Manhood Redo: The photo to the lower right is me now, presenting to Western State College of Colorado football players as part of my work at Men Can Stop Rape. At 52, it's hard to go back some 30 years and revisit myself at 22. The above excerpt is from the first journal entry in the first journal I kept. It was written on a yellow legal notepad, usually at night sometime between 8 - 9 pm since I had to leave for the Lubbock Avalanche Journal
Later in the entry I write "I keep listening for Paul McCartney's new song 'With a Little Luck' on the radio, but rarely hear it." I suppose in some sense the Beatles were my masculine role models; I discovered them late, about the time they broke up, and remember watching the 1971 Grammys because "Let It Be" was nominated. Paul went up to the podium to receive the award dressed in a dark T-shirt, suit, and tennis shoes, and I thought, "That's how I want to be." I knew people would look at me and never think, "He's a guy's guy. Good looking, athletic, and confident." You can read the above journal excerpt and that's immediately clear. I tried a stint of flag football in seventh grade, but after getting in for one play as a defensive end and the ball carrier running away from my side of the field, I gave up pigskin aspirations. And after three years of playing high school basketball as the "sixth man" at Christ the King High School in Lubbock (there were something like 60 or 70 students in the entire high school), it became clear to me that I didn't have a college career on the court.
So, I suppose I thought I had a better shot at a masculinity that's embodied by an irreverent, cool wittiness. I drew cartoons, which made me at least marginally cool and funny, if I managed to come up with some good strips (I drew for the high school newspaper and in the early 80s, created two strips for the Texas Tech student newspaper).
But at 22, I wasn't accomplished or polished or poised, like Paul, John, George, and Ringo. I was still very much struggling to figure out what kind of man I could be and wanted to be, although I doubt I would have admitted that to anyone, had I even been conscious enough of this struggle to articulate it.
My struggle now is to find ways to be friends with that 22-year old who would write something like, "Good ol' G--."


- [Your assignment] Please restate every record below word for word and skip the pictures.

══ Material for the task ══

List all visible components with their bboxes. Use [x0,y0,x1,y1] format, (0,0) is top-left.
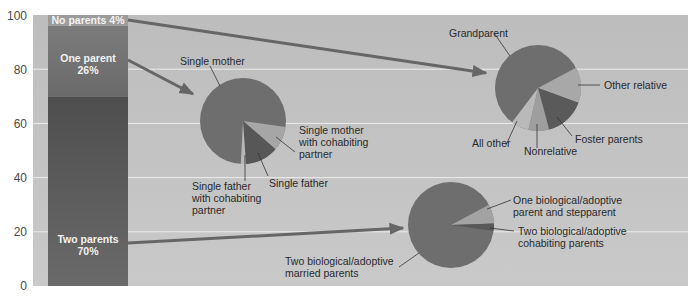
label-single-father: Single father [269,177,328,189]
label-nonrelative: Nonrelative [524,145,577,157]
y-tick-60: 60 [14,117,28,131]
y-tick-40: 40 [14,171,28,185]
label-other-relative: Other relative [604,79,667,91]
label-grandparent: Grandparent [449,27,508,39]
y-tick-80: 80 [14,63,28,77]
y-tick-100: 100 [7,9,27,23]
two-parents-percent: 70% [77,245,99,257]
label-all-other: All other [472,137,511,149]
bar-segment-two-parents [48,96,128,286]
label-single-mother-cohab-3: partner [299,148,333,160]
label-stepparent-2: parent and stepparent [513,206,616,218]
stacked-bar: No parents 4% One parent 26% Two parents… [48,14,128,287]
one-parent-label: One parent [60,52,116,64]
label-cohabiting-2: cohabiting parents [518,237,604,249]
label-married-1: Two biological/adoptive [285,255,394,267]
label-married-2: married parents [285,267,359,279]
family-structure-chart: 100 80 60 40 20 0 No parents 4% One pare… [0,0,694,301]
label-single-father-cohab-3: partner [192,204,226,216]
y-tick-20: 20 [14,225,28,239]
label-single-father-cohab-1: Single father [192,180,251,192]
no-parents-label: No parents 4% [52,14,126,26]
pie-one-parent [200,78,286,164]
y-tick-0: 0 [20,279,27,293]
y-axis: 100 80 60 40 20 0 [7,9,27,294]
label-single-father-cohab-2: with cohabiting [191,192,262,204]
pie-no-parents [495,45,581,131]
pie-two-parents [408,182,494,268]
label-single-mother-cohab-1: Single mother [299,124,364,136]
one-parent-percent: 26% [77,64,99,76]
label-single-mother-cohab-2: with cohabiting [298,136,369,148]
label-foster-parents: Foster parents [575,133,643,145]
label-cohabiting-1: Two biological/adoptive [518,225,627,237]
label-single-mother: Single mother [180,55,245,67]
two-parents-label: Two parents [57,233,118,245]
label-stepparent-1: One biological/adoptive [513,194,622,206]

═══

- [Solution to this problem]
List all visible components with their bboxes. Use [x0,y0,x1,y1] format, (0,0) is top-left.
label-single-father: Single father [269,177,328,189]
label-nonrelative: Nonrelative [524,145,577,157]
y-tick-60: 60 [14,117,28,131]
y-tick-40: 40 [14,171,28,185]
label-other-relative: Other relative [604,79,667,91]
label-grandparent: Grandparent [449,27,508,39]
y-tick-80: 80 [14,63,28,77]
y-tick-100: 100 [7,9,27,23]
two-parents-percent: 70% [77,245,99,257]
label-all-other: All other [472,137,511,149]
bar-segment-two-parents [48,96,128,286]
label-single-mother-cohab-3: partner [299,148,333,160]
label-stepparent-2: parent and stepparent [513,206,616,218]
stacked-bar: No parents 4% One parent 26% Two parents… [48,14,128,287]
one-parent-label: One parent [60,52,116,64]
label-cohabiting-2: cohabiting parents [518,237,604,249]
label-married-1: Two biological/adoptive [285,255,394,267]
label-married-2: married parents [285,267,359,279]
family-structure-chart: 100 80 60 40 20 0 No parents 4% One pare… [0,0,694,301]
label-single-father-cohab-3: partner [192,204,226,216]
y-tick-20: 20 [14,225,28,239]
label-single-father-cohab-1: Single father [192,180,251,192]
no-parents-label: No parents 4% [52,14,126,26]
pie-one-parent [200,78,286,164]
y-tick-0: 0 [20,279,27,293]
y-axis: 100 80 60 40 20 0 [7,9,27,294]
label-single-father-cohab-2: with cohabiting [191,192,262,204]
pie-no-parents [495,45,581,131]
pie-two-parents [408,182,494,268]
label-single-mother-cohab-1: Single mother [299,124,364,136]
one-parent-percent: 26% [77,64,99,76]
label-single-mother-cohab-2: with cohabiting [298,136,369,148]
label-foster-parents: Foster parents [575,133,643,145]
label-cohabiting-1: Two biological/adoptive [518,225,627,237]
label-single-mother: Single mother [180,55,245,67]
two-parents-label: Two parents [57,233,118,245]
label-stepparent-1: One biological/adoptive [513,194,622,206]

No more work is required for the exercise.